Long before captivating moviegoers across the globe with her award-winning acting skills, Gwyneth Paltrow was front and center of a pivotal cultural shift.
While growing up in Santa Monica, California, her father, Bruce Paltrow, created and wrote for the late ’70s CBS drama “The White Shadow,” which examined racial stereotypes in America and exposed the actress to many seminal television “Tanning” moments. As she explains in HuffPost Black Voices latest episode of “The Tanning Effect,” Paltrow witnessed her father’s impact at the time on American society.
“I think the most ‘Tanning’ that I saw during that phase of my life was my dad, [who] created, wrote and directed a TV show called ‘The White Shadow,’ about a white basketball coach teaching basketball in an inner-city school,” she explained. “And that show that he did — I mean, obviously we were there a lot, but it was interesting to see that culturally start to permeate. And he did a lot of ‘firsts’ on that show. He had the first interracial kiss ever. It was a good show.” (Editor’s Note: As a point of fact, the first televised interracial kiss was between William Shatner and Nichelle Nichols on “Star Trek” in 1968.)
“I learned a lot of it through the show, especially since they were using a lot of the stereotypes as a way to exploit them or expose them or to debunk them,” she continued. “And a lot of times obviously in a creative situation, those stereotypes are what causes tension and story lines and plots.”
Having an unbiased viewpoint on multicultural relationships is also a trait that the “Shakespeare in Love” star has shared with her two children. In fact, the 39-year-old admitted that the shift of beauty in America is “long overdue.”

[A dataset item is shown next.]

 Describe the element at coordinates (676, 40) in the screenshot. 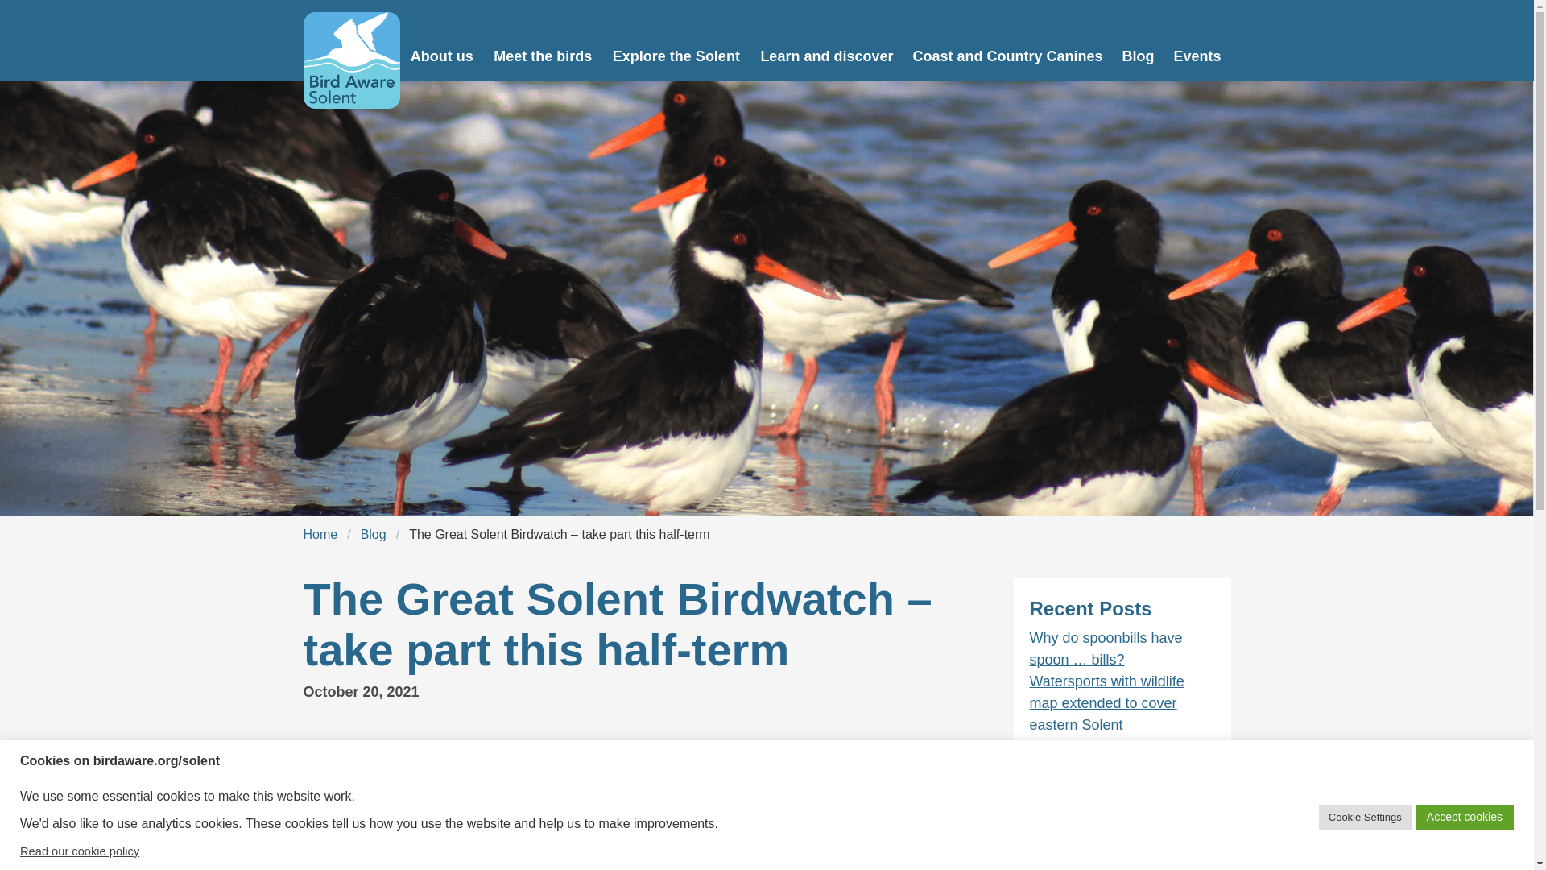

“I don’t want to bemoan the fact that it should’ve happened 50 years ago, because it’s here now,” she added. “And it’s like the way I see it is that I have two little kids who are understanding the world in a time when Rihanna is on the cover of Vogue, and we have a black president. So their eyes are being as if they’re experiencing the world for the first time. All of this stuff is just root — it’s normal stuff for them. And that to me is what’s so incredible.”
“When my daughter understood what a president was, it was a black man. It’s not like me, where I grew up with all of these old white guys one after another … Their perspective on race and everything is completely open and completely different to how it was when I was a kid.”